The Anthropology of Music
Author: Alan P. Merriam
Publisher: Evanston, Ill.: Northwestern University Press
Total Pages: 382
Release: 1964
Genre: Music
ISBN:

This book was written in the belief that while music is a system of sounds, an assumption that provides the point of departure for most studies of music in culture, it is also a complex of behavior which resonates throughout the whole cultural organism--social organization, esthetic activity, economics, religion. This book is to be distinguished from other studies by its model of music as human action, making this work of interest not only to the ethnomusicologist and anthropologist, but also to those concerned with the nature of music, the nature of man, and the nature of music in human culture. Specifically, this model for the study of ethnomusicology is equally applicable to the study of visual arts, dance, folklore, and literature. --Adapted from dust jacket.
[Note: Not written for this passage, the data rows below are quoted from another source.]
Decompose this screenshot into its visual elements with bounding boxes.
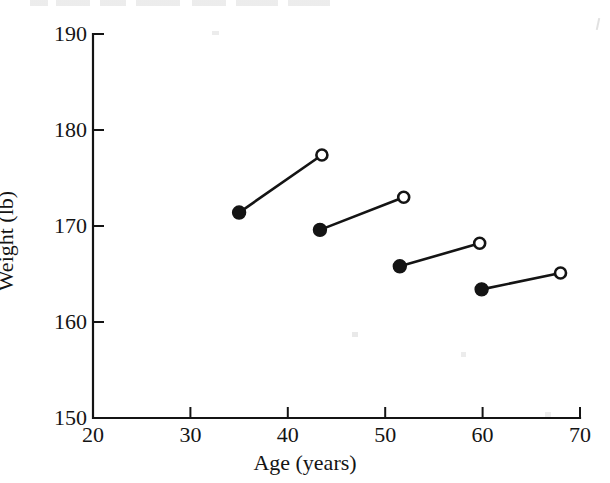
x-axis-tick-label: 40: [277, 424, 299, 446]
axes: [93, 34, 580, 418]
filled-circle-marker: [313, 223, 326, 236]
open-circle-marker: [398, 192, 409, 203]
open-circle-marker: [555, 268, 566, 279]
pair-connector: [400, 243, 480, 266]
pair-connector: [320, 197, 404, 230]
x-axis-tick-label: 20: [82, 424, 104, 446]
y-axis-tick-label: 160: [33, 311, 87, 333]
pair-connector: [239, 155, 322, 213]
open-circle-marker: [474, 238, 485, 249]
y-axis-tick-label: 180: [33, 119, 87, 141]
y-axis-title: Weight (lb): [0, 191, 19, 291]
filled-circle-marker: [233, 206, 246, 219]
x-axis-tick-label: 30: [179, 424, 201, 446]
filled-circle-marker: [393, 260, 406, 273]
x-axis-tick-label: 50: [374, 424, 396, 446]
x-axis-title: Age (years): [0, 450, 610, 476]
plot-area: [0, 0, 610, 483]
open-circle-marker: [316, 149, 327, 160]
x-axis-tick-label: 70: [569, 424, 591, 446]
data-markers: [233, 149, 566, 295]
axis-spines: [93, 34, 580, 418]
chart-figure: 150160170180190203040506070 Weight (lb) …: [0, 0, 610, 483]
pair-connector: [482, 273, 561, 289]
filled-circle-marker: [475, 283, 488, 296]
x-axis-tick-label: 60: [472, 424, 494, 446]
y-axis-tick-label: 170: [33, 215, 87, 237]
y-axis-tick-label: 150: [33, 407, 87, 429]
y-axis-tick-label: 190: [33, 23, 87, 45]
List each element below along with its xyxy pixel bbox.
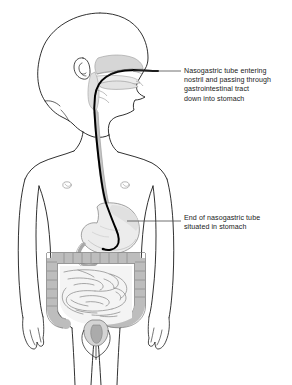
shoulder-right <box>118 152 167 179</box>
rectum-inner-detail <box>91 325 103 343</box>
neck-left <box>74 132 83 151</box>
nipple-right <box>121 182 129 188</box>
annotation-nasogastric-entry: Nasogastric tube entering nostril and pa… <box>184 67 290 104</box>
neck-right <box>109 135 118 152</box>
nasogastric-tube-diagram <box>0 0 292 385</box>
leg-left-outer <box>72 328 75 385</box>
nasogastric-tube-tip <box>102 248 105 251</box>
leg-right-inner <box>98 340 101 385</box>
right-arm-outer <box>167 179 174 318</box>
nipple-left <box>63 182 71 188</box>
annotation-tube-end: End of nasogastric tube situated in stom… <box>184 214 290 232</box>
gi-tract-group <box>47 112 146 360</box>
right-hand <box>148 317 169 349</box>
head-face-profile <box>100 13 148 135</box>
head-cranium <box>38 13 100 132</box>
left-arm-outer <box>18 179 25 318</box>
right-arm-inner <box>149 186 156 317</box>
left-hand <box>23 317 44 349</box>
shoulder-left <box>25 151 74 179</box>
leg-left-inner <box>91 340 94 385</box>
small-intestine-group <box>60 266 132 325</box>
leg-right-outer <box>117 328 120 385</box>
left-arm-inner <box>36 186 43 317</box>
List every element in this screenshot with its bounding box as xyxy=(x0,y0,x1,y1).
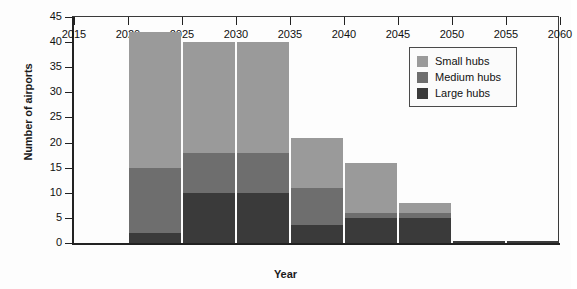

Music as Intangible Cultural Heritage

Music as Intangible Cultural Heritage
Author: Blanca de-Miguel-Molina
Publisher: Springer Nature
Total Pages: 151
Release: 2021
Genre: Cultural property
ISBN: 3030768821

This open access book offers an interdisciplinary perspective and presents various case studies on music as ICH, highlighting the importance and functionality of music to stimulating social innovation and entrepreneurship., Intangible Cultural Heritage (ICH) covers the traditions or living expressions proposed by the 2003 Convention for the Safeguarding of the Intangible Cultural Heritage in five areas, including music. To understand the relationship between immaterial and material uses and inherent cultural landscapes, this open access book analyzes the symbolic, political, and economic dimensions of music. The authors highlight the continuity and current functionality of these artistic forms of expression as well as their lively and changing character in continuous transformation. Topics include the economic value and impact of music, strategies for social innovation in the music sector, music management, and public policies to promote cultural and creative industries. [Resumen de la editorial]

Music in Everyday Life

Music in Everyday Life
Author: Tia DeNora
Publisher: Cambridge University Press
Total Pages: 212
Release: 2000-06-08
Genre: Music
ISBN: 9780521627320

The power of music to influence mood, create scenes, routines and occasions is widely recognised and this is reflected in a strand of social theory from Plato to Adorno that portrays music as an influence on character, social structure and action. There have, however, been few attempts to specify this power empirically and to provide theoretically grounded accounts of music's structuring properties in everyday experience. Music in Everyday Life uses a series of ethnographic studies - an aerobics class, karaoke evenings, music therapy sessions and the use of background music in the retail sector - as well as in-depth interviews to show how music is a constitutive feature of human agency. Drawing together concepts from psychology, sociology and socio-linguistics it develops a theory of music's active role in the construction of personal and social life and highlights the aesthetic dimension of social order and organisation in late modern societies.

Music, Society, Education

Music, Society, Education
Author: Christopher Small
Publisher: Wesleyan University Press
Total Pages: 249
Release: 2012-01-01
Genre: Music
ISBN: 0819572233

Cited by Soundpost as "remarkable and revolutionary" upon its publication in 1977, Music, Society, Education has become a classic in the study of music as a social force. Christopher Small sets out to examine the social implications of Western classical music, effects that until recently have been largely ignored or dismissed by most musicologists. He strives to view the Western musical tradition "through the mirror of these other musics [Balinese and African] as it were from the outside, and in so doing to learn something of the inner unspoken nature of Western culture as a whole." As series co-editor Robert Walser writes, "By pointing to the complicity of Western culture with Western imperialism, Small challenges us to create a future that is more humane than the past. And by writing a book that enables us to rethink so fundamentally our involvements with music, he teaches us how we might get there."